Charles Stross on Planetbuilding for NEPTUNE’S BROOD (Part 2)

Earth (Photo: NASA)
“It won’t be long until you have to answer another question: why would they ever want to have anything to do with a planet, ever again?”

You can find Part 1 of this piece at this link, posted last week on the Orbit blog.

If you posit a future populated by human beings – or posthumans – who are able to live in space without rapidly dying of asphyxiation or radiation exposure, it won’t be long until you have to answer another question: why would they ever want to have anything to do with a planet, ever again?

Planets are bundles of matter so massive that their own gravitational field smooths out their bumps, dragging them into a roughly spherical shape. They’re so massive that most of their volume is inaccessible, hundreds or thousands of kilometres underfoot when you’re standing on the surface. They’re also a royal nuisance if you are a spaceborne society: it takes an inordinate amount of work to give an object lying stationary on the surface sufficient kinetic energy to overcome its gravitational potential energy, i.e. to put it into orbit.

It seems logical that a space-based civilization would therefore only bother with a planet if it provided resources unavailable in smaller gravity wells, such as asteroids. And the fly in the ointment with this issue is that most planet-bound resources are far too cheap to be worth boosting into orbit. Oxygen? Water? They’re everywhere. Carbon? There’s an entire class of asteroids – carbonaceous chondrites – made of dirty carbon. Metals like platinum? They might be rarer in free-floating rocks than in planets, but in the process of planetary formation they’re likely to sink towards the iron/nickel core while the proto-planet is still mostly molten. (We know from seismic studies that the core of the Earth is not only incredibly hot and under tremendous pressure, but it’s almost certainly made of heavier elements than the upper mantle and crustal rock formations.)

So what can you mine on a water world that would justify the expense of settling its hydrosphere?

The answer depends on how long it is since the planet formed . . .

The cover of science fiction novel by Charles Stross - Neptune's Brood
“Shin-Tethys – it’s where the mermaids mine the nuclear rocket fuel.”

For NEPTUNE’S BROOD I stacked the deck. Shin-Tethys is a younger planet than earth, only a couple of billion years old. Like Earth, Dojima system formed from a dust cloud seeded with the wreckage of a second generation supernova. In the two billion years since Shin-Tethys’ formation, radioisotopes in its crust and dissolved in its waters have been steadily decaying. But fewer half-lives have passed since they were created in the cosmic forge of that supernova. On Earth, today, roughly 0.2% of the nuclei in Uranium deposits are the fissile 235-neutron isotope; nearly all of the other 99.8% are Uranium 238, an isotope which has a half-life of 4.5 billion years and doesn’t spontaneously fission if you hit it with a neutron. (We use U-238 anyway: hit it with a neutron and you get Neptunium-239, which decays spontaneously to Plutonium-239. But Plutonium has its own drawbacks . . .)

A natural mixture of 99.8% U238 and 0.2% U235 doesn’t undergo criticality – that is, it can’t sustain a fission chain reaction. But back in the depths of history, the isotope ratio was different; there was more U235. Go back far enough, to a time when more than 3% of the naturally abundant Uranium was the lighter isotope, and pure enough deposits of Uranium ore could undergo spontaneous nuclear fission if soil erosion and local geography routed a river or a spring through the right outcrop. Water is a nuclear moderator: it slows fast neutrons produced by fission events, making them easier for other nuclei to capture, thus making it easier for a chain reaction to get going. Indeed, the critical mass of Uranium 235 in water is considerably lower than it is in solid form (as some of the staff at TEPCO’s Tokaimura reprocessing plant rediscovered to their cost in 1999.) It happened at Oklo in Gabon two billion years ago. And Shin-Tethys is young enough for spontaneous fission events to happen naturally.

One thing any space-born civilization needs is power. Solar power is great, but it becomes less and less useful the further out from the central star you go. Fusion power in the universe of “Neptune’s Brood” is available – but bulky, heavy, and expensive. Fission reactors, however, are simple, robust, well-understood, and the transhumans of this world are hardened against radiation. Uranium and Plutonium, as an energy source for space vehicles, are competitive with fusion plants across all but the greatest distances: what they lack in energy density they make up for in simplicity and compact size.

So Shin-Tethys occupies a vital niche in the political economy of Dojima system, in “Neptune’s Brood”: it’s where the mermaids mine the nuclear rocket fuel, one of the few substances that is more abundant, and easier to get hold of, at the bottom of a gravity well – as long as it’s the gravity well of a water world, where the rising hot bubbles of uranium salts undergoing prompt criticality fission can be identified by the eerie blue glow of Cerenkov radiation as they rise from the iceberg-infested depths of the world-ocean.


* _ACTIVITY_:
Produce the same data once more, line for line.

* _ENTRIES SHOWN_:
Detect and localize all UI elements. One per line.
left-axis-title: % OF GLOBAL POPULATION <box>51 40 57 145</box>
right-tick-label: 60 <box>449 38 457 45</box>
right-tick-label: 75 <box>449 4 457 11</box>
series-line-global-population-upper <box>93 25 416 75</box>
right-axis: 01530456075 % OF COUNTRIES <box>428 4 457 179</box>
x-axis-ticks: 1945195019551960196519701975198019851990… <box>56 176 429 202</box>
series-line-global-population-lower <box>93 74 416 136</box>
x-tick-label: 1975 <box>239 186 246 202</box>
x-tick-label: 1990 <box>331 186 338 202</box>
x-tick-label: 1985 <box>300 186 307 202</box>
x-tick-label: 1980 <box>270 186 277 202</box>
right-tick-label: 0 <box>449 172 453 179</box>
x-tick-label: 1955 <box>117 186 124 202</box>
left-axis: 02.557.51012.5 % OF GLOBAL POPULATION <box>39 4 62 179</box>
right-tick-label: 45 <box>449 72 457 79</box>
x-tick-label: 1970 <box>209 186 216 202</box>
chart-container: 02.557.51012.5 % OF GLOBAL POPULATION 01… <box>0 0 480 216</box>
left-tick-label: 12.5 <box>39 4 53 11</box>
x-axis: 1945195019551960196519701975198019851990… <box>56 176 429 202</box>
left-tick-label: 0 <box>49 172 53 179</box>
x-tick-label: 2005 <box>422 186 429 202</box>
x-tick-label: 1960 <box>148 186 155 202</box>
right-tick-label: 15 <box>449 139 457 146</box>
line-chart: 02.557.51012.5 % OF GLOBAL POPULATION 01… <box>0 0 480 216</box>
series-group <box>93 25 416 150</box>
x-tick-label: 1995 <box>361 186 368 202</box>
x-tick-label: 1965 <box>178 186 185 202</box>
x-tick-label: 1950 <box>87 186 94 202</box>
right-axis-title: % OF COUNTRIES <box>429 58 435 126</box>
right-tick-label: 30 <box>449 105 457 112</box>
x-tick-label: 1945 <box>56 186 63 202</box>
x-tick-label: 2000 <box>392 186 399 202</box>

* _RESULT FOR THIS TASK_:
Detect and localize all UI elements. One per line.
left-axis-title: % OF GLOBAL POPULATION <box>51 40 57 145</box>
right-tick-label: 60 <box>449 38 457 45</box>
right-tick-label: 75 <box>449 4 457 11</box>
series-line-global-population-upper <box>93 25 416 75</box>
right-axis: 01530456075 % OF COUNTRIES <box>428 4 457 179</box>
x-axis-ticks: 1945195019551960196519701975198019851990… <box>56 176 429 202</box>
series-line-global-population-lower <box>93 74 416 136</box>
x-tick-label: 1975 <box>239 186 246 202</box>
x-tick-label: 1990 <box>331 186 338 202</box>
x-tick-label: 1985 <box>300 186 307 202</box>
x-tick-label: 1980 <box>270 186 277 202</box>
right-tick-label: 0 <box>449 172 453 179</box>
x-tick-label: 1955 <box>117 186 124 202</box>
left-axis: 02.557.51012.5 % OF GLOBAL POPULATION <box>39 4 62 179</box>
right-tick-label: 45 <box>449 72 457 79</box>
x-tick-label: 1970 <box>209 186 216 202</box>
chart-container: 02.557.51012.5 % OF GLOBAL POPULATION 01… <box>0 0 480 216</box>
left-tick-label: 12.5 <box>39 4 53 11</box>
x-axis: 1945195019551960196519701975198019851990… <box>56 176 429 202</box>
left-tick-label: 0 <box>49 172 53 179</box>
x-tick-label: 2005 <box>422 186 429 202</box>
x-tick-label: 1960 <box>148 186 155 202</box>
right-tick-label: 15 <box>449 139 457 146</box>
line-chart: 02.557.51012.5 % OF GLOBAL POPULATION 01… <box>0 0 480 216</box>
series-group <box>93 25 416 150</box>
x-tick-label: 1995 <box>361 186 368 202</box>
x-tick-label: 1965 <box>178 186 185 202</box>
x-tick-label: 1950 <box>87 186 94 202</box>
right-axis-title: % OF COUNTRIES <box>429 58 435 126</box>
right-tick-label: 30 <box>449 105 457 112</box>
x-tick-label: 1945 <box>56 186 63 202</box>
x-tick-label: 2000 <box>392 186 399 202</box>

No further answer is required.